Workers Vanguard No. 1001

27 April 2012

 

Racist Vendetta Against Homeless Mother

Free Tanya McDowell Now!

On February 22, Tanya McDowell, a black homeless mother, was sentenced to prison by a Connecticut judge for “stealing” education for her son. McDowell had used her babysitter’s address in a Norwalk housing project to register her son for kindergarten, but officials in that town deemed her a resident of Bridgeport. So last year they unleashed vicious cop-judicial retribution. First McDowell was arrested for “grand larceny” for trying to get her son out of the decrepit Bridgeport schools. Then, after her case attracted national sympathy, police busted her for selling drugs to an undercover cop. McDowell’s lawyer protested that she had been entrapped by police in retaliation for the uproar over her initial arrest. Gwen Samuel, founder of the Connecticut Parents Union, which has backed McDowell’s case, said that local authorities “were going to look for anything” to nab her. “It could have been jaywalking.”

Facing the threat of well over 15 years in prison if convicted at trial, McDowell pleaded guilty to both the grand larceny and drug charges, mandating a minimum of five years in prison and a commitment to pay up to $6,200 in “restitution” to Norwalk. Such coercive plea-bargaining is standard operating procedure in the mass incarceration of black people in capitalist America. Under the U.S. system of “justice,” nearly all cases never go to trial, with prosecutors piling on charges to pressure defendants to plead guilty to lesser ones.

McDowell was victimized for doing what countless parents do to try to get access to quality schools. This impoverished single mother bravely told the sentencing judge, “Who would have thought that wanting a good education for my son would put me in this predicament?” The stark fact is that under this decaying capitalist system, McDowell’s case harks back to the laws of the Old South, where it was a crime to teach slaves to read and write.

The persecution of Tanya McDowell is shot through with class privilege and racist contempt. The coastal region of Connecticut from Bridgeport to the Norwalk area has the highest level of income disparity in the entire country. Norwalk is part of a cluster of towns centered on Greenwich, home to many fabulously wealthy households. While downtown Norwalk sports hip restaurants and luxury boutiques, Bridgeport is the corpse of a former industrial center with block after block of deserted factories, its desperate population scraping by on less than half the per capita income of Norwalk’s residents.
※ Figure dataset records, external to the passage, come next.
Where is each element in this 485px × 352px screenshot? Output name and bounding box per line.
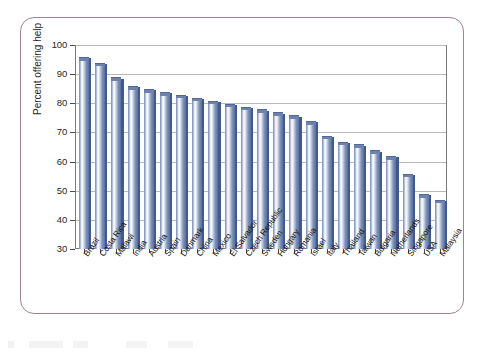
bar-side-face xyxy=(186,96,188,249)
y-axis-tick-label: 30 xyxy=(37,244,67,254)
bar-top-face xyxy=(257,109,267,113)
bar-side-face xyxy=(154,90,156,249)
caption-smudge xyxy=(8,341,218,348)
bar-top-face xyxy=(419,194,429,198)
bar-top-face xyxy=(338,142,348,146)
bar-top-face xyxy=(176,95,186,99)
bar-top-face xyxy=(273,112,283,116)
bar-top-face xyxy=(208,101,218,105)
bar-top-face xyxy=(79,57,89,61)
bar-side-face xyxy=(332,137,334,249)
bar-top-face xyxy=(289,115,299,119)
bar xyxy=(79,60,89,249)
bar-side-face xyxy=(396,157,398,249)
y-axis-tick-label: 60 xyxy=(37,157,67,167)
bar-top-face xyxy=(386,156,396,160)
bar-side-face xyxy=(348,143,350,249)
bar-series xyxy=(75,45,447,249)
bar-top-face xyxy=(111,77,121,81)
bar-top-face xyxy=(95,63,105,67)
bar-top-face xyxy=(322,136,332,140)
y-axis-tick-mark xyxy=(70,249,75,250)
bar-side-face xyxy=(235,105,237,249)
bar xyxy=(160,95,170,249)
bar xyxy=(322,138,332,249)
bar-top-face xyxy=(403,174,413,178)
bar-side-face xyxy=(105,64,107,249)
bar-side-face xyxy=(170,93,172,249)
y-axis-tick-label: 70 xyxy=(37,127,67,137)
bar xyxy=(225,106,235,249)
bar-top-face xyxy=(241,107,251,111)
y-axis-tick-label: 80 xyxy=(37,98,67,108)
bar-side-face xyxy=(380,152,382,249)
bar-side-face xyxy=(138,87,140,249)
y-axis-tick-label: 90 xyxy=(37,69,67,79)
bar xyxy=(144,92,154,249)
bar xyxy=(128,89,138,249)
bar-top-face xyxy=(192,98,202,102)
y-axis-tick-label: 40 xyxy=(37,215,67,225)
bar-side-face xyxy=(283,114,285,249)
bar-top-face xyxy=(160,92,170,96)
bar-top-face xyxy=(370,150,380,154)
bar-side-face xyxy=(218,102,220,249)
bar xyxy=(208,103,218,249)
y-axis-tick-label: 50 xyxy=(37,186,67,196)
bar-top-face xyxy=(306,121,316,125)
bar-side-face xyxy=(202,99,204,249)
bar xyxy=(338,144,348,249)
bar xyxy=(95,65,105,249)
bar-side-face xyxy=(89,58,91,249)
bar-top-face xyxy=(354,144,364,148)
y-axis-tick-label: 100 xyxy=(37,40,67,50)
bar-top-face xyxy=(128,86,138,90)
bar-top-face xyxy=(435,200,445,204)
bar-chart: Percent offering help 30405060708090100 … xyxy=(0,0,485,352)
bar-top-face xyxy=(225,104,235,108)
bar-side-face xyxy=(299,117,301,249)
bar-top-face xyxy=(144,89,154,93)
bar xyxy=(176,97,186,249)
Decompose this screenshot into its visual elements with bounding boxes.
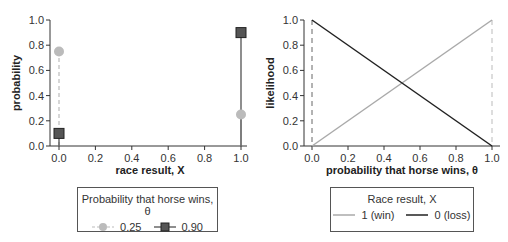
right-xtick-label: 1.0 xyxy=(484,152,499,164)
left-xtick-label: 0.4 xyxy=(124,152,139,164)
left-y-axis-label: probability xyxy=(10,54,22,111)
circle-marker-icon xyxy=(92,222,114,232)
right-ytick-label: 0.8 xyxy=(283,39,298,51)
left-xtick-label: 1.0 xyxy=(233,152,248,164)
legend-item-090: 0.90 xyxy=(154,221,203,233)
right-xtick-label: 0.2 xyxy=(340,152,355,164)
right-xtick-label: 0.0 xyxy=(304,152,319,164)
left-xtick-label: 0.0 xyxy=(51,152,66,164)
left-legend: Probability that horse wins, θ 0.25 0.90 xyxy=(77,187,218,232)
point-090-x0 xyxy=(54,128,64,138)
light-line-icon xyxy=(333,210,355,220)
legend-label-090: 0.90 xyxy=(182,221,203,233)
left-ytick-label: 1.0 xyxy=(29,14,44,26)
right-ytick-label: 0.0 xyxy=(283,140,298,152)
left-ytick-label: 0.6 xyxy=(29,64,44,76)
square-marker-icon xyxy=(154,222,176,232)
right-legend: Race result, X 1 (win) 0 (loss) xyxy=(330,187,474,232)
left-xtick-label: 0.2 xyxy=(88,152,103,164)
point-025-x1 xyxy=(236,110,246,120)
right-legend-title: Race result, X xyxy=(331,193,473,205)
legend-item-loss: 0 (loss) xyxy=(406,209,470,221)
right-y-axis-label: likelihood xyxy=(264,57,276,108)
legend-item-025: 0.25 xyxy=(92,221,141,233)
legend-label-win: 1 (win) xyxy=(361,209,394,221)
left-legend-title: Probability that horse wins, θ xyxy=(78,193,217,217)
left-ytick-label: 0.4 xyxy=(29,90,44,102)
right-ytick-label: 1.0 xyxy=(283,14,298,26)
right-xtick-label: 0.6 xyxy=(412,152,427,164)
left-plot: 0.00.20.40.60.81.0 0.00.20.40.60.81.0 ra… xyxy=(10,14,249,176)
legend-label-025: 0.25 xyxy=(120,221,141,233)
point-090-x1 xyxy=(236,28,246,38)
left-ytick-label: 0.2 xyxy=(29,115,44,127)
dark-line-icon xyxy=(406,210,428,220)
right-xtick-label: 0.8 xyxy=(448,152,463,164)
legend-label-loss: 0 (loss) xyxy=(434,209,470,221)
right-plot: 0.00.20.40.60.81.0 0.00.20.40.60.81.0 pr… xyxy=(264,14,500,176)
legend-item-win: 1 (win) xyxy=(333,209,394,221)
point-025-x0 xyxy=(54,47,64,57)
left-xtick-label: 0.6 xyxy=(161,152,176,164)
right-xtick-label: 0.4 xyxy=(376,152,391,164)
left-ytick-label: 0.8 xyxy=(29,39,44,51)
right-ytick-label: 0.6 xyxy=(283,64,298,76)
right-x-axis-label: probability that horse wins, θ xyxy=(326,164,478,176)
right-ytick-label: 0.4 xyxy=(283,90,298,102)
left-xtick-label: 0.8 xyxy=(197,152,212,164)
left-x-axis-label: race result, X xyxy=(115,164,185,176)
right-ytick-label: 0.2 xyxy=(283,115,298,127)
left-ytick-label: 0.0 xyxy=(29,140,44,152)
While blacks and Latinos make up nearly a quarter of Connecticut’s population, they are overwhelmingly concentrated in run-down areas like Bridgeport, which is over 70 percent black and Latino. Residency requirements and the fact that education funding is based on local property taxes are integral to the class divide and segregated reality of public schools. As we wrote in our previous article on McDowell’s case, “This is the real crime in the eyes of the bourgeois Norwalk city fathers: Tanya McDowell and her son actually tried to get out of Bridgeport’s rotten schools instead of staying ‘in their place’” (“Homeless Mom Faces 20 Years for Putting Kid in Good School,” WV No. 980, 13 May 2011).

Last June 7, hundreds rallied in support of McDowell at an “Equal Education for All” protest called by the NAACP in front of the Norwalk elementary school where her son had been enrolled. That support largely dissipated following her arrest on drug charges. The call to free Tanya McDowell should be taken up by all opponents of racist injustice, all opponents of the capitalists’ war on labor and the poor. McDowell’s victimization in the racist “war on drugs” is commonly the fate of minority women as well as men. In 2010, black women were incarcerated at nearly three times the rate of white women. We call for the decriminalization of drugs as part of our opposition to all laws against “crimes without victims”—such as drug use, prostitution, gambling and pornography—which are at bottom designed to maintain social control.

Although the “war on drugs” was launched by Republican president Ronald Reagan in the early 1980s, it was a bipartisan campaign. Among its most vociferous supporters were black Democrats like Jesse Jackson and Al Sharpton, who made common cause with the police—the biggest purveyors of racist terror in the ghettos and barrios. Last year, Sharpton showed up at the June 7 rally for McDowell, only to throw her under the bus. Sharpton told ABC News (13 June) that her son “should be treated like any other kid if their parent didn’t live in the district,” contemptuously adding that Tanya McDowell might be “unfit to be a mother.”

The Democrats and Republicans are but dual parties of a capitalist system that has consigned Tanya McDowell and countless others to the scrap heap. The depth of racist oppression in this country is expressed in astronomical unemployment rates for black people, especially youth, decrepit ghetto housing and schools, rampant police terror and the consignment of over 1.6 million blacks and Latinos to America’s hellhole prisons. That nightmarish reality is an essential feature of U.S. capitalism—a system that must be swept away root and branch through workers socialist revolution.